The indictment, which was handed up on Sunday, says that the CEO paid former Croatian Prime Minister Ivo Sanader more than US$ 13 million in bribes from 2008-2009 so MOL could gain control of INA, Croatia’s oil and gas firm.

The Hungarian company says the charges are politically motivated, reports the Wall Street Journal, and says it isn’t “aware of any [formal] criminal charges.”

 The company has acknowledged press reports around the case, however, and said that Hernádi has proved his innocence to the MOL board's "full satisfaction.”

Relations between Croatia and MOL “have been strained for several years and they are now engaged in talks,” says Reuters.

According to Reuters, MOL said it was ready to sell its stake in INA if no deal could be reached.  The Hungarian firm is the largest stakeholder in INA, owning almost 50 percent of shares. The Croatian government has close to a 45 percent stake.

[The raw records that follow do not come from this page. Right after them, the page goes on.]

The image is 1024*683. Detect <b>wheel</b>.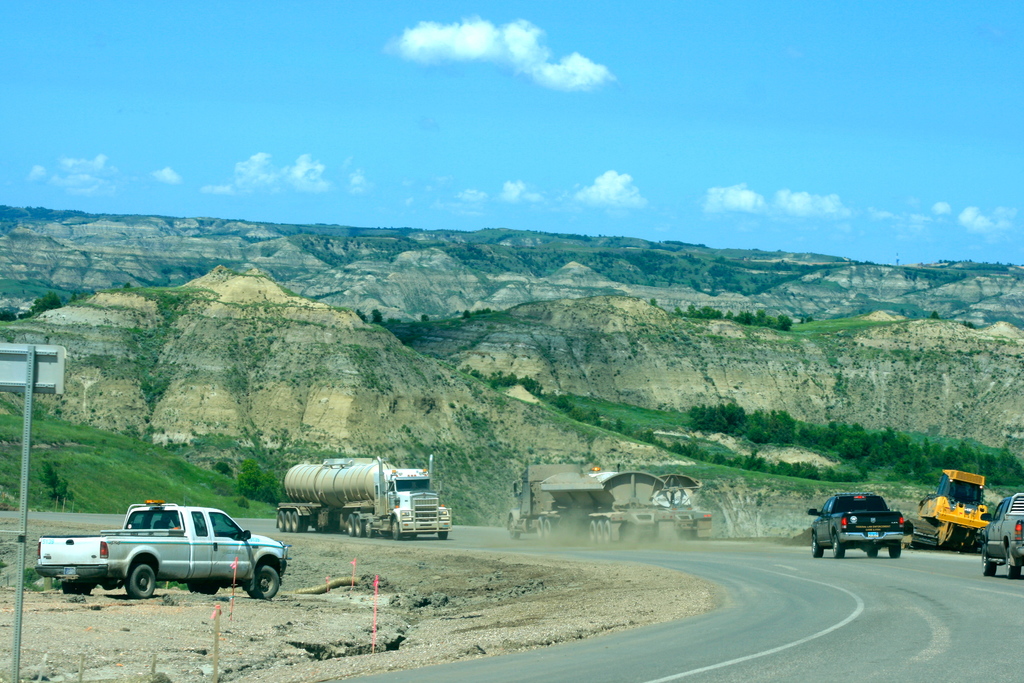
Detection: l=598, t=522, r=605, b=541.
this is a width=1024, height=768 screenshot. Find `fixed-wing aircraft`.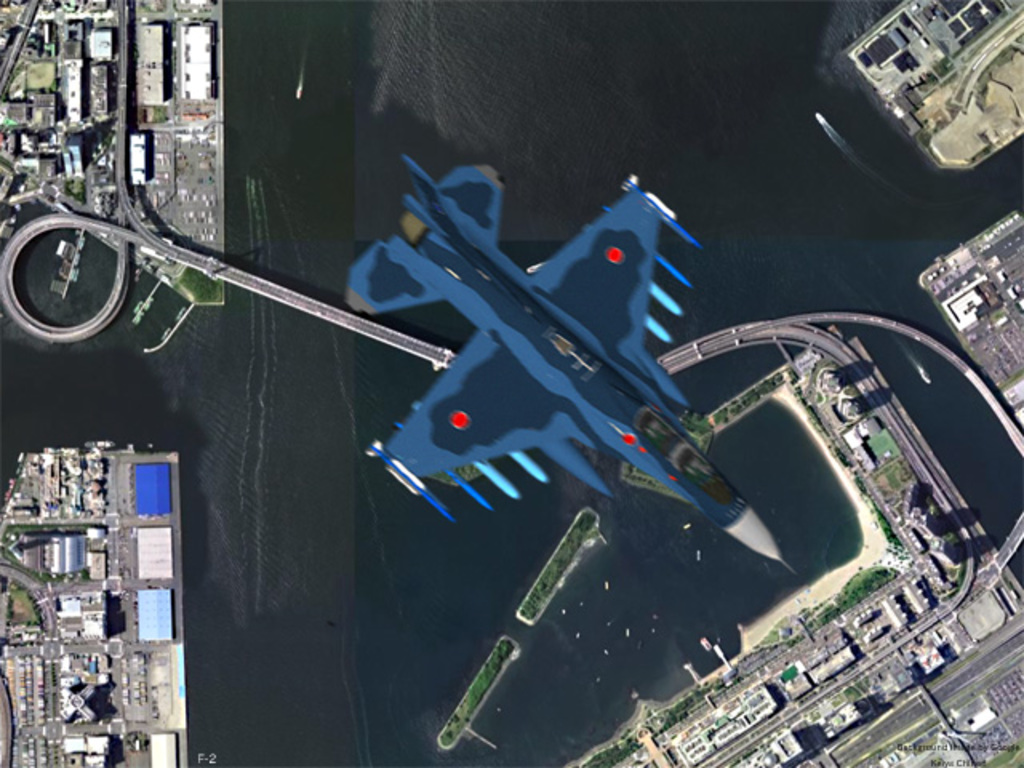
Bounding box: {"x1": 344, "y1": 152, "x2": 800, "y2": 582}.
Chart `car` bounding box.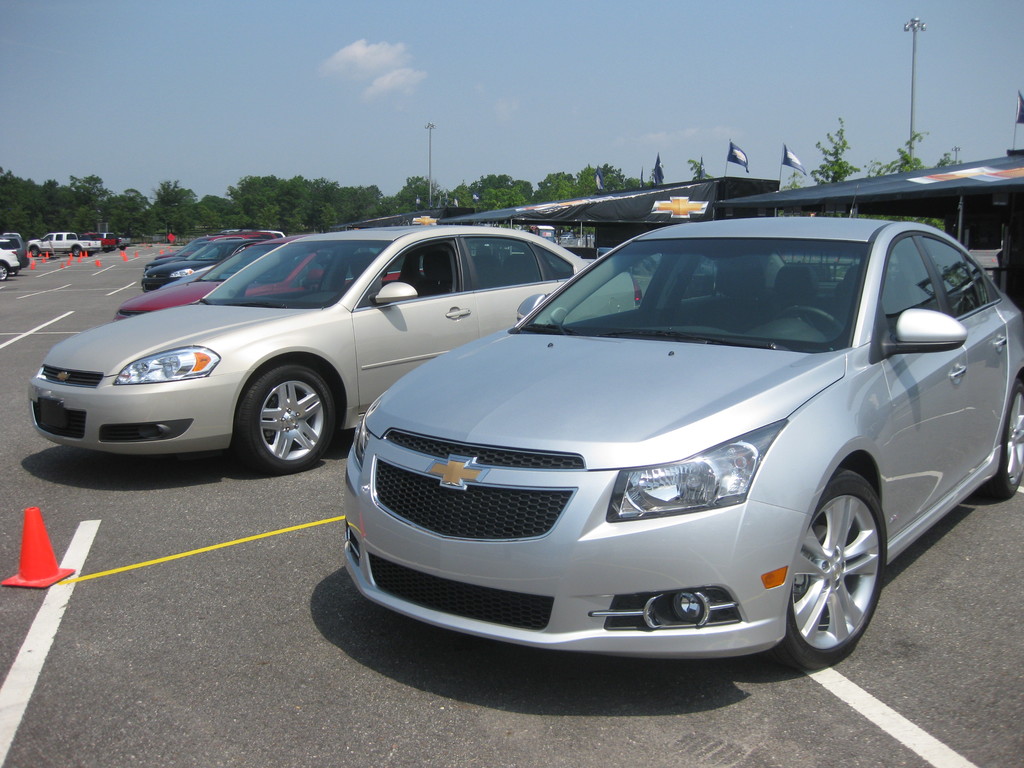
Charted: <box>107,233,426,323</box>.
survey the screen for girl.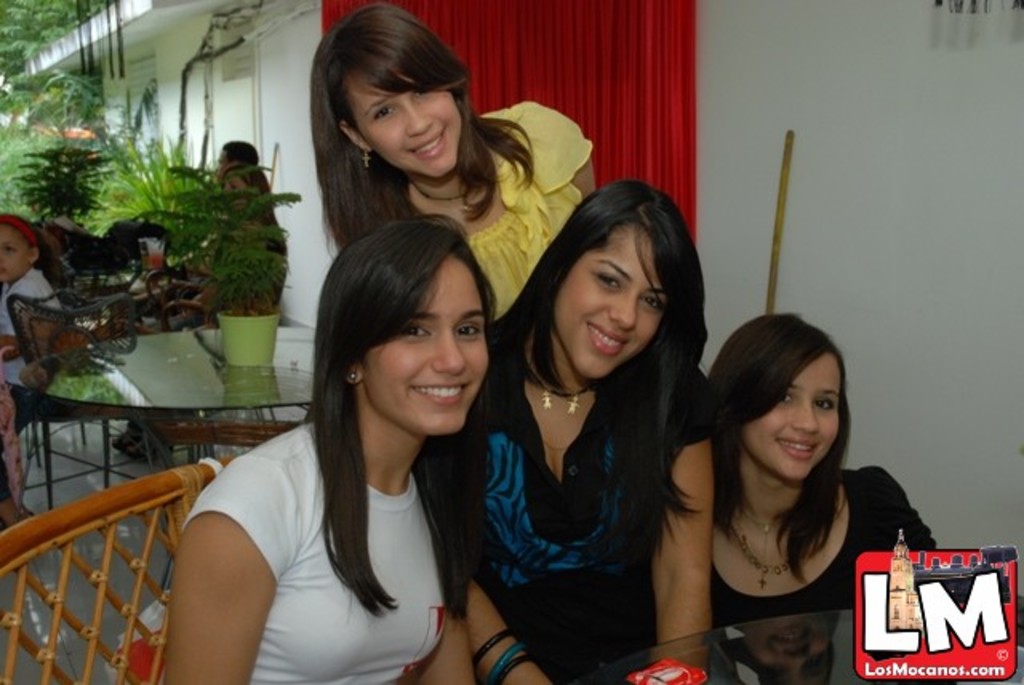
Survey found: (x1=704, y1=314, x2=934, y2=624).
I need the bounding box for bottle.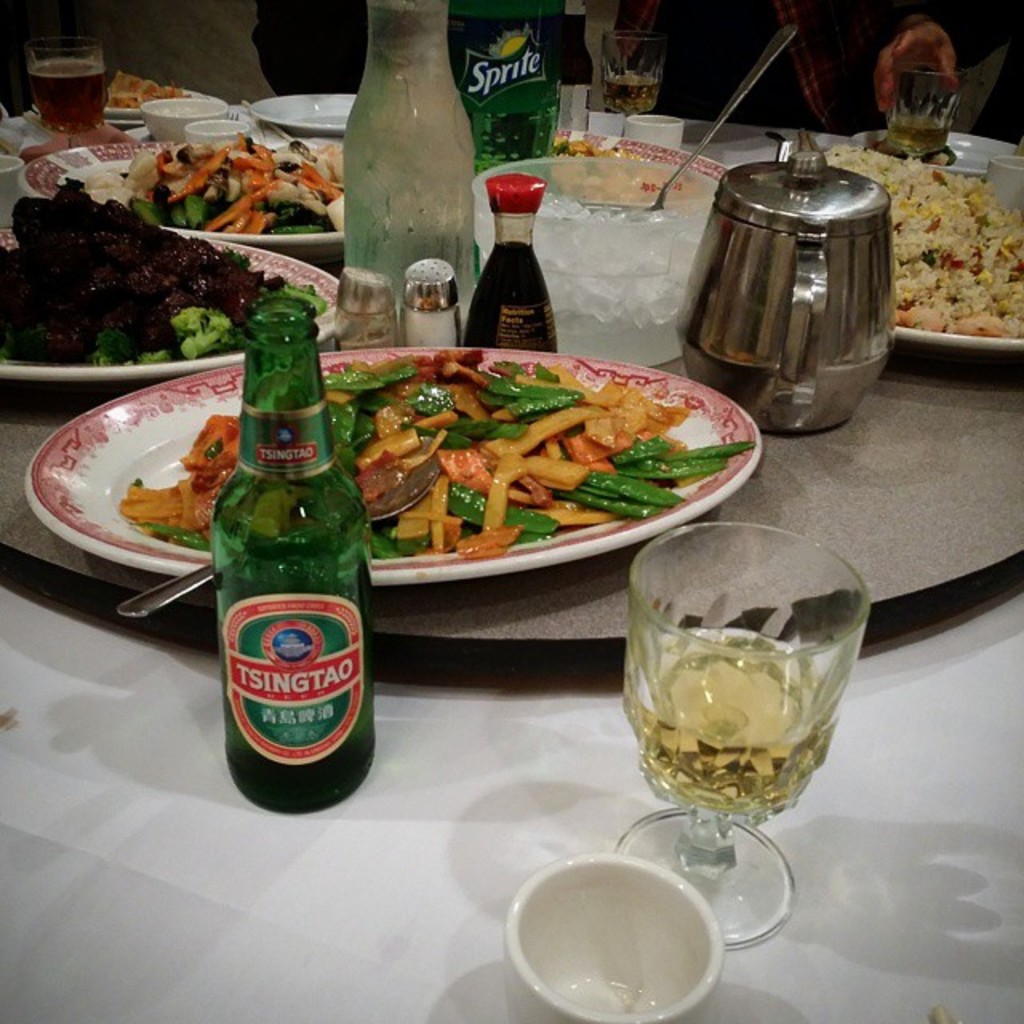
Here it is: {"left": 446, "top": 0, "right": 565, "bottom": 176}.
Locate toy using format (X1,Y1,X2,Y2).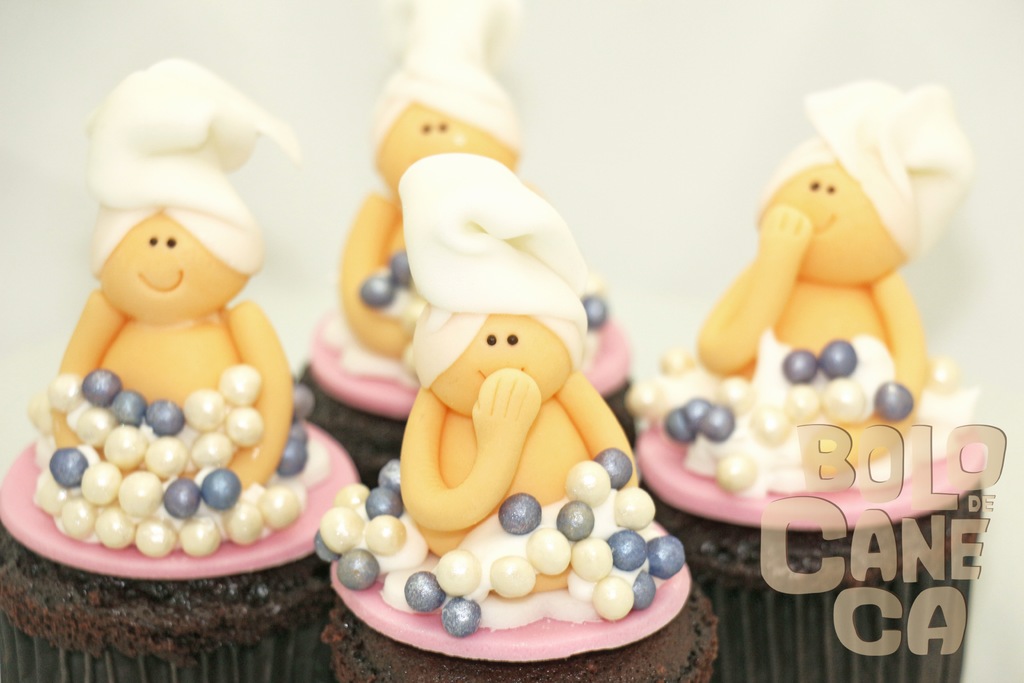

Sanader has already been found guilty of accepting the bribes while in office. In 2012, Croatian courts sentenced him to 10 years in prison.

Last month Sanader was sentenced to nine years in jail in an unrelated case for siphoning more than US$ 12 million of state money for his political party, HDZ. 

He is the highest-ranking former official ever tried in Croatia, which joined the European Union in July.